P.S. Enjoy your t-shirt Shane, that’s my last one!

Read more user-submitted stories or submit your own at SFDC99’s reader success stories page!

16 Comments
Niketa Sondhi
February 2, 2015 @ 9:39 am

Hi David,

I am as new to the salesforce as a kid who is being taught to write alphabets and its really confusing as to what to start first and what to leave. I jump started learning salesforce using force.com workbook, almost when the book was complete, I am really having tough time deciding whether Apex needs to be mastered first or Visualforce. Request you to help me out wit the correct way to learn and master salesforce.

Regards,
Niketa Sondhi.

Reply
    David Liu
    February 2, 2015 @ 8:26 pm

    I recommend starting here!
    https://www.sfdc99.com/2014/08/13/how-to-learn-the-admin-side-of-salesforce/

    Admin first, then Apex, then Visualforce!

    Reply
Yan
October 14, 2014 @ 11:20 pm

This is a very inspiring story.

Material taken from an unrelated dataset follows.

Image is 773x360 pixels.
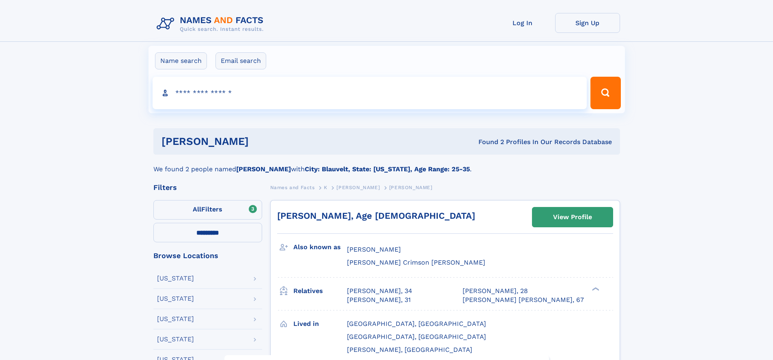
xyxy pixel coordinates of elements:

Do I understand correctly that Salesforce (VisualForce and APEX) can be used for any sort of application, not just tied for customization of Salesforce CRM? Can it be considered as universal platform for building B2B applications and websites.

Sorry for noob questions.

Reply
    David Liu
    October 15, 2014 @ 8:03 pm

    Anything! I’ve seen video games made in Salesforce!

    Reply
Nitin Saxena
July 7, 2014 @ 6:42 am

Congratulations Shane !!

David, Everytime I visit your blog I got to read an inspiring story which stops me from getting out of track and make me feels excited about SFDC again and again.This is an amazing place !!

Reply
    David Liu
    July 7, 2014 @ 9:08 pm

    Thanks =)

    Reply
Chris
July 2, 2014 @ 2:19 pm

This is an inspiring story. The #1 draw to me for learning Apex is that I too have had countless horror stories with developers. Sadly many developers abuse your reliance on them. Once I am free from developers I will also be able to confidently work with more advanced systems, as I had previously avoided complicated systems in fear that if something ever went wrong we would have to go crawling back to some developer.

<3 Sales
<3 SFDC99

Reply
    David Liu
    July 2, 2014 @ 8:10 pm

    <3

    Reply
Chad
July 2, 2014 @ 10:51 am

Also, are you still going to complete the beginner tutorials??

Reply
    David Liu
    July 2, 2014 @ 8:11 pm

    Don’t worry they’re still on schedule!

    Reply
Chad
July 2, 2014 @ 9:57 am

Congrats to you David!! your story inspires me to continue learning how to develop. it’s hard work but I’m determined to become the best developer I can be!

Reply
    David Liu
    July 2, 2014 @ 8:10 pm

    It’s not me! hahahaha

    Reply
Anonymous
July 2, 2014 @ 6:17 am

Congrats David! you are my favourite person!

Reply
    David Liu
    July 2, 2014 @ 8:11 pm

    Thanks!

    Reply
Tom B.
July 2, 2014 @ 5:00 am

Congrats David! I knew you would make it to the Cloud! Next, The Universe and Beyond!

Reply
    David Liu
    July 2, 2014 @ 8:12 pm

    hahaha it’s not me!! Everyone thinks it is for some reason!